Rader looked away briefly as crime scene photos were shown. He otherwise appeared calm throughout the hearing, sipping water or occasionally taking notes on a legal pad.

Gruesome details of the killings were projected on a courtroom screen throughout Wednesday's testimony, including how in 1974, Rader suffocated 9-year-old Joey Otero in front of his mother, Moriarty reports.

Investigators testified that Rader kept hundreds of pictures from magazines and circulars mounted on index cards, with details of the warped sexual fantasies he dreamed of carrying out.

Lt. Ken Landwehr, who coordinated the Wichita police department's investigation into BTK, said the index cards were some of the evidence of Rader's long history of terror that was found at the defendant's office, camper and small suburban home.

Landwehr said the cutouts ranged from a little girl posing in a swimsuit to actress Meg Ryan.

Rader's files also included copies of nearly all his messages to police and the media, documents Landwehr said the killer had planned to eventually scan and digitally store, Landwehr said.

Containers kept in a closet and elsewhere at his home also held what Rader called "hit kits" — bags with rubber gloves, rope, tape, handcuffs and bandanas.

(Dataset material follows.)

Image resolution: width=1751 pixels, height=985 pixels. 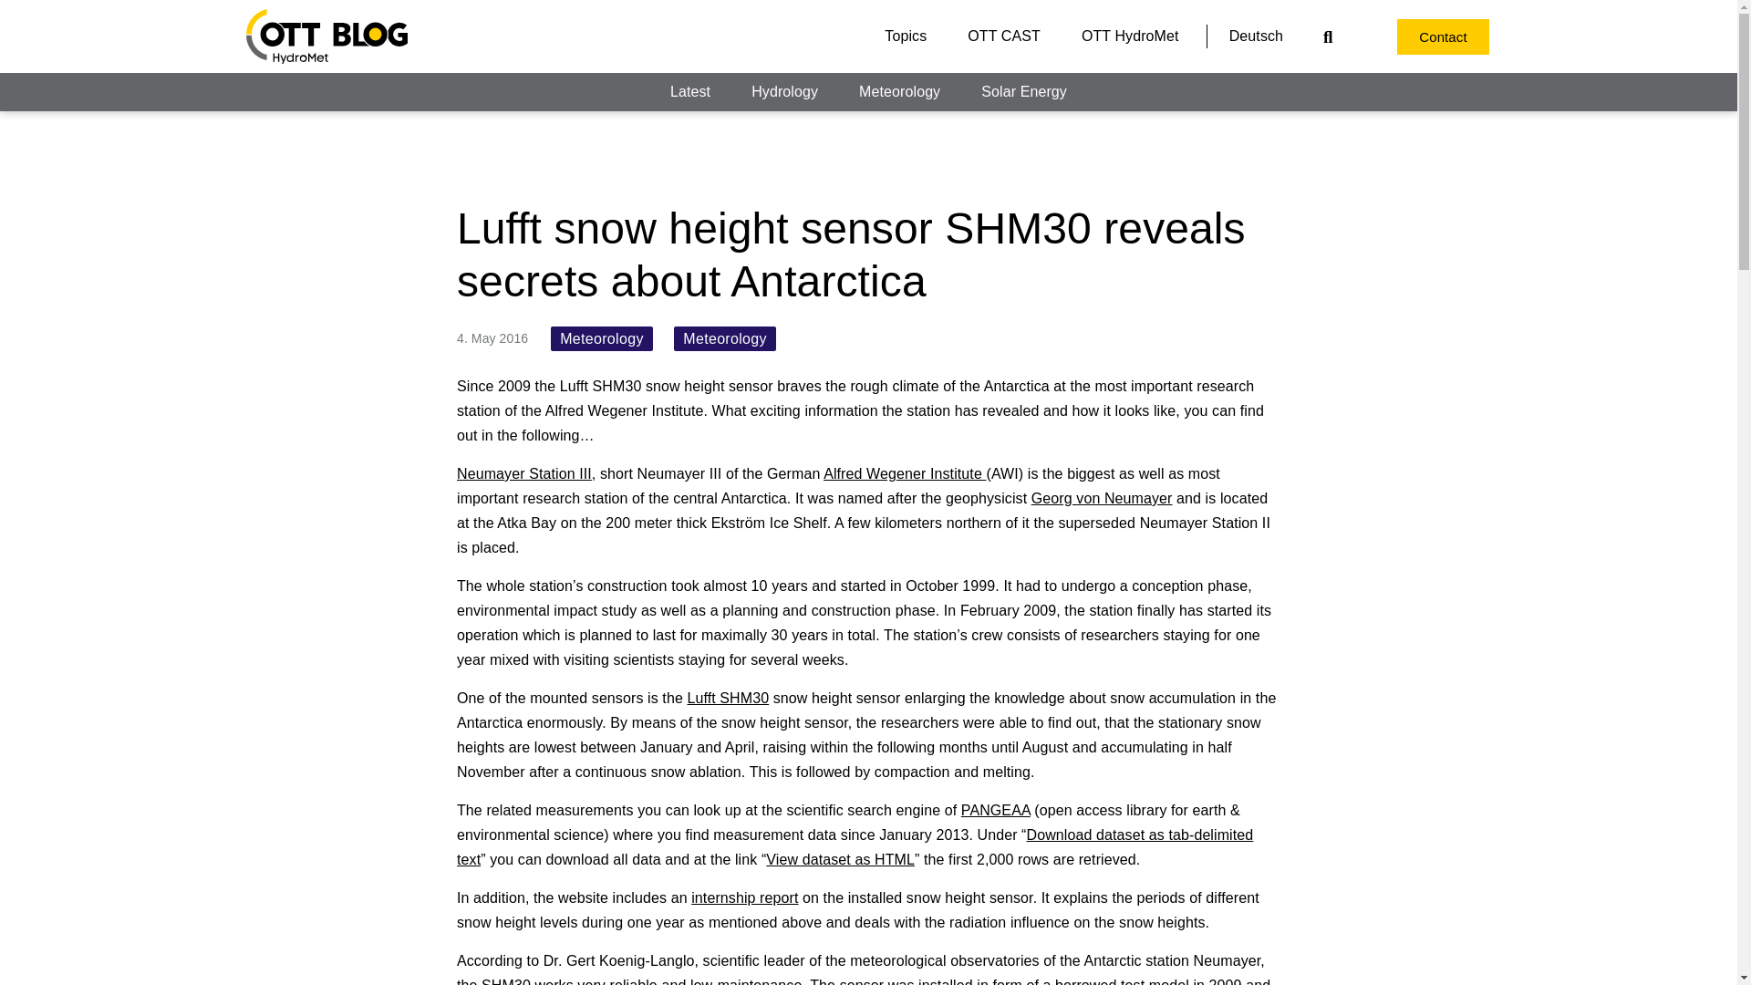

Rader, sitting through his second day of a sentencing hearing, appeared angry and mumbled at one point during Landwehr's testimony, although Rader's words couldn't be heard.

Some of those who were given five minutes to speak to Rader and the court, such as Carmen Otero, expressed pure anger, Moriarty reports for CBSNews.com. Others, such as Kevin Bright, gave testimony almost too intense to listen to.

"No remorse, no compassion — he had no mercy," said Bright, the brother of victim Kathryn Bright, who himself was shot but managed to flee. "I think that's what he ought to receive."

Capt. Sam Houston of the Sedgwick County Sheriff's Office testified about Rader's last known killing — the strangulation of 63-year-old Dolores Davis in 1991. Rader, who handcuffed Davis and tied her with pantyhose, told police it took two or three minutes for her to die and that fueled his torturous fantasies for years.

"It was this moment that victim was tied and bound," Rader wrote in a journal, according to testimony Thursday morning by Houston. "He could live in that moment for years."

After Davis was dead, Rader tossed her body under a bridge where it decomposed and apparently was fed on by animals. The defendant returned later to take Polaroid photographs of her wearing a feminine mask Rader himself had worn for his own bondage fantasies.

The sentencing hearing was in many ways is a formality, with the only issue before the judge whether Rader would serve his life sentences consecutively or concurrently.